-- TASK DIRECTIONS --
The line containing "Image resolution: width=500" marks the end: output every line of the data up to it, and that line too, exactly as written.

Records contained in a dataset:
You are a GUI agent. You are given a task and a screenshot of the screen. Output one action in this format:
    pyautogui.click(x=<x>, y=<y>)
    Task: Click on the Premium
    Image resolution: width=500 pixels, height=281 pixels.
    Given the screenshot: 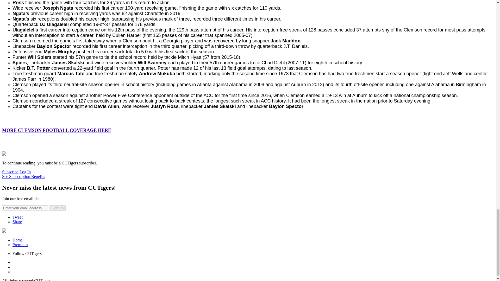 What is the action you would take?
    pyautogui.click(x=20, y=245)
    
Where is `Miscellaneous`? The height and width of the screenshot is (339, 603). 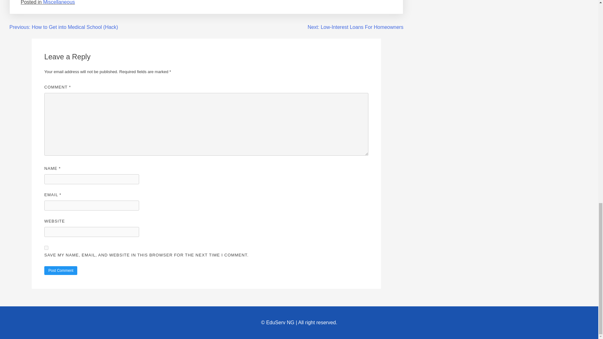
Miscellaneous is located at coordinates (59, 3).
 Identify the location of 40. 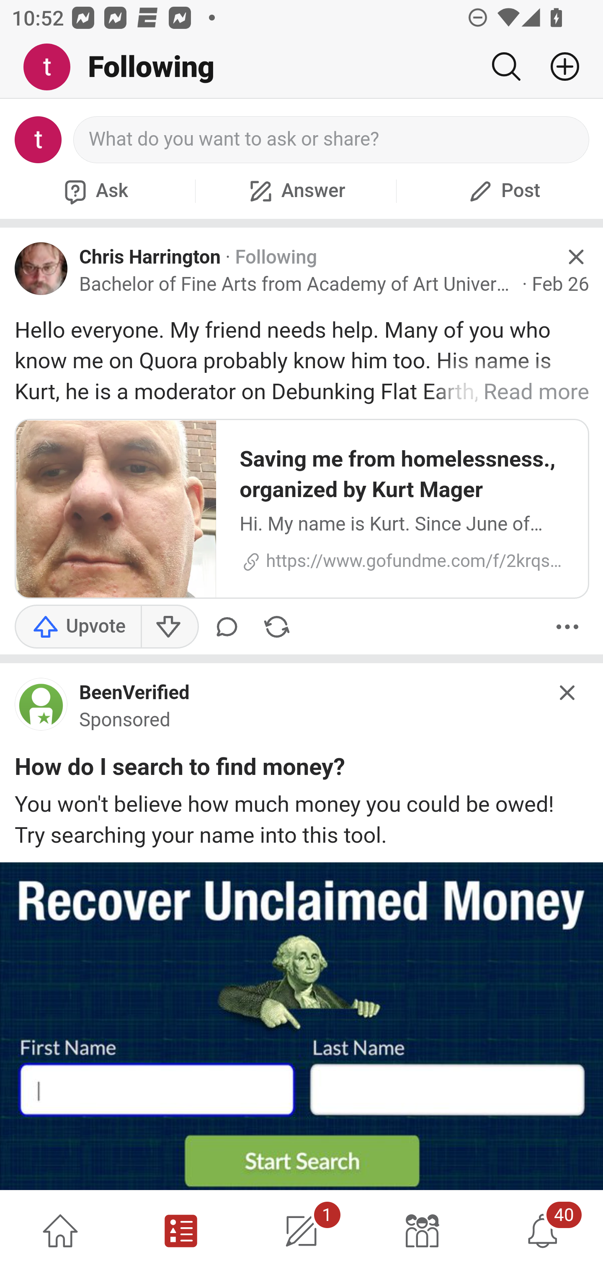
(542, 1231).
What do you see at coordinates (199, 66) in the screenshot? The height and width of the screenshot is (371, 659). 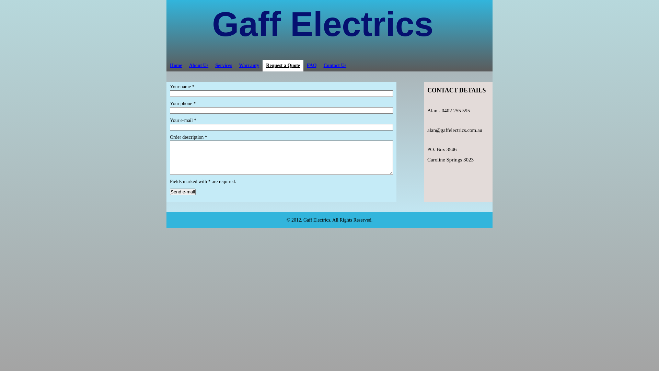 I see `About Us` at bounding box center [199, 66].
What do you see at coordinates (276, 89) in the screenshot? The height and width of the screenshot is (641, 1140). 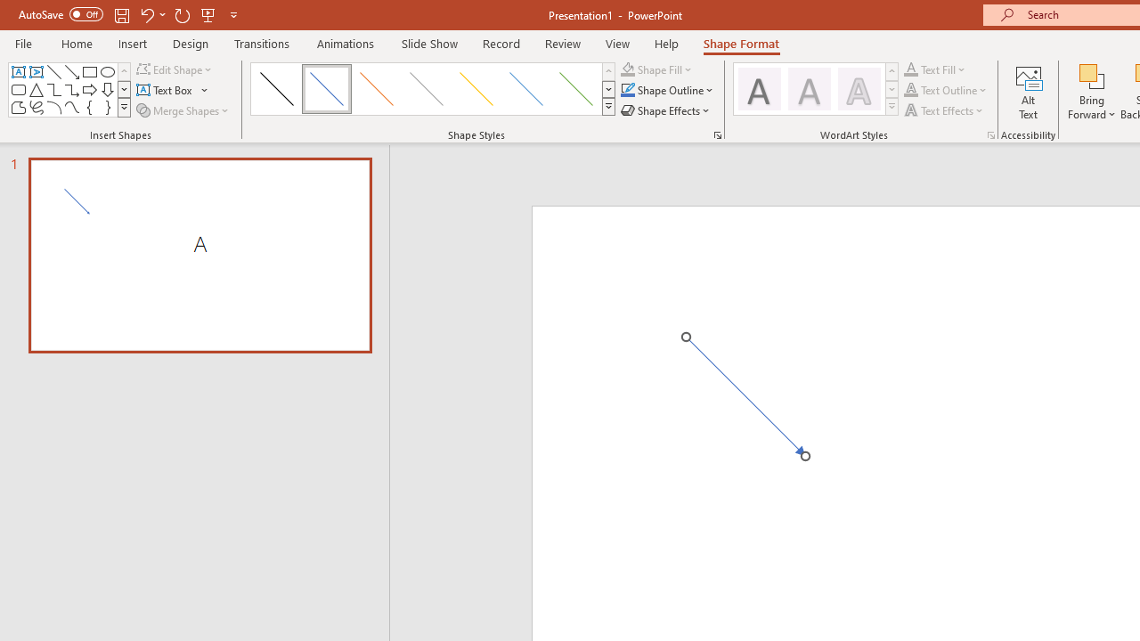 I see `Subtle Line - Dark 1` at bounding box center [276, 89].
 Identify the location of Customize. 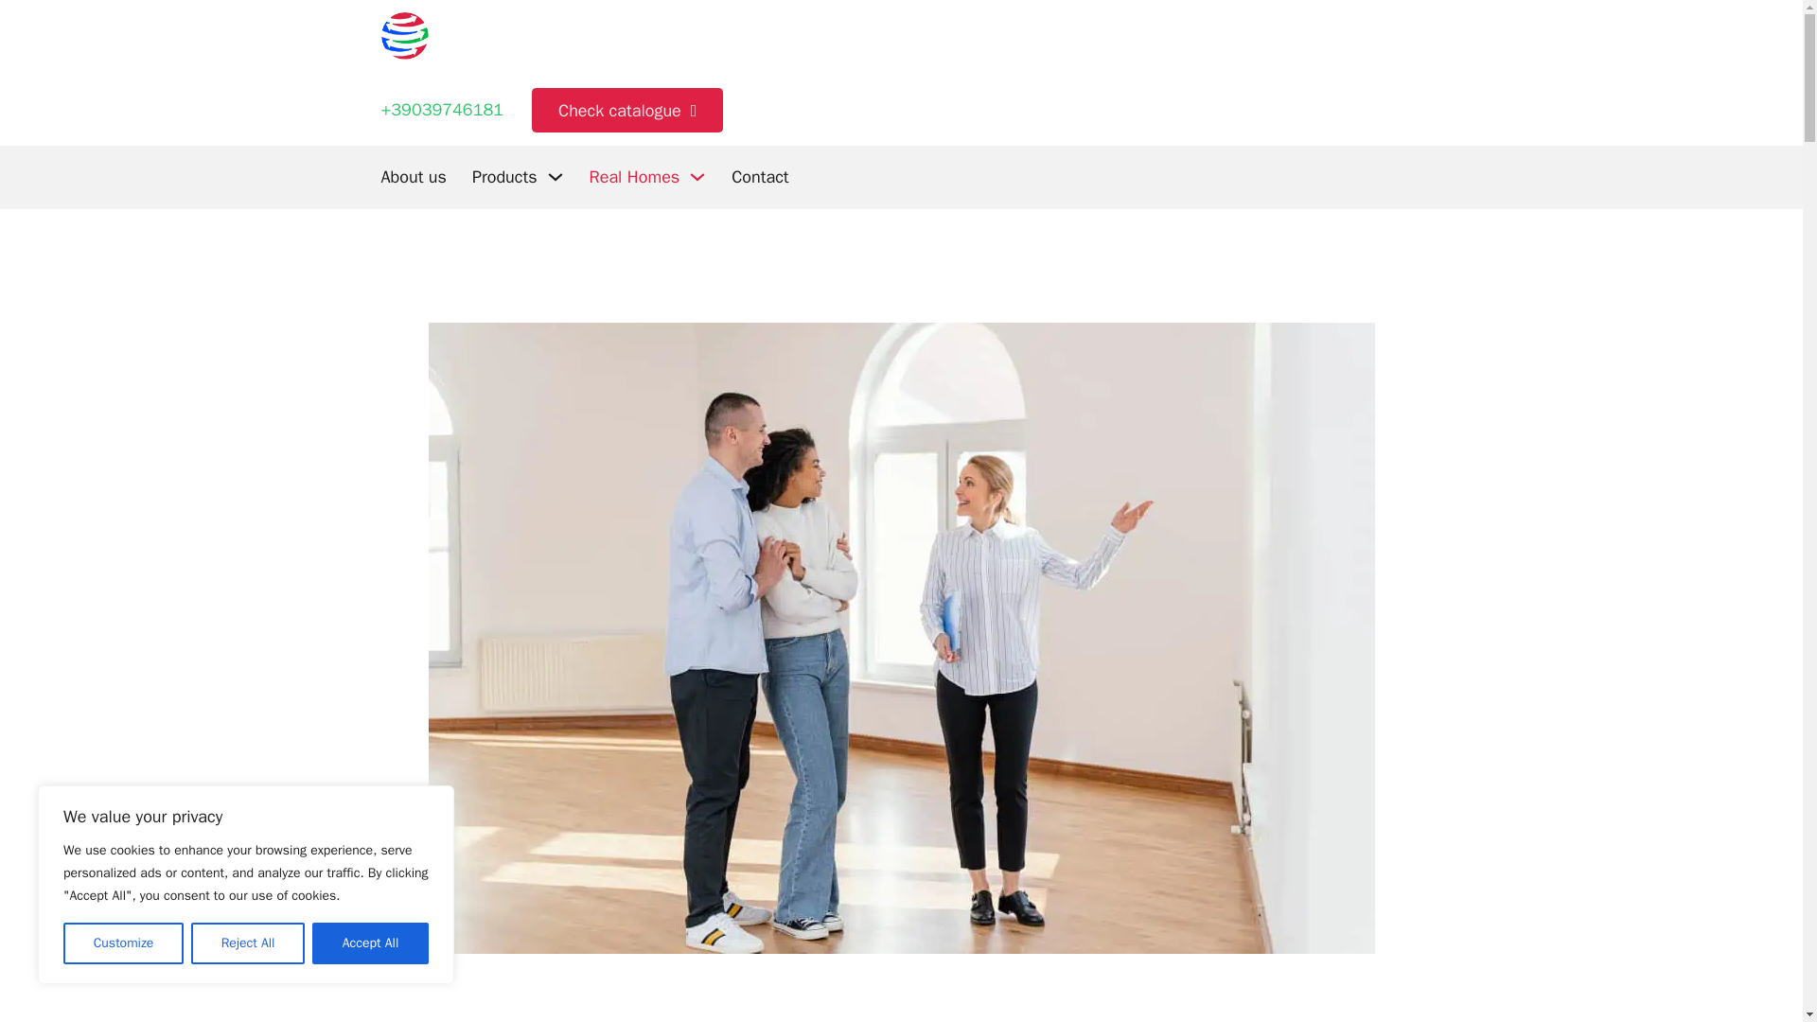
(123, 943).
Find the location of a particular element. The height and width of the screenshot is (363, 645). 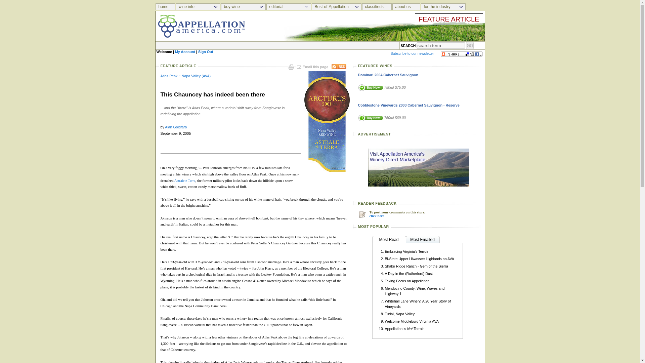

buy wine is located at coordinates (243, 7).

-- SOLUTION TO THIS EXERCISE --
You are a GUI agent. You are given a task and a screenshot of the screen. Output one action in this format:
    pyautogui.click(x=<x>, y=<y>)
    Task: Click on the Premium
    Image resolution: width=500 pixels, height=281 pixels.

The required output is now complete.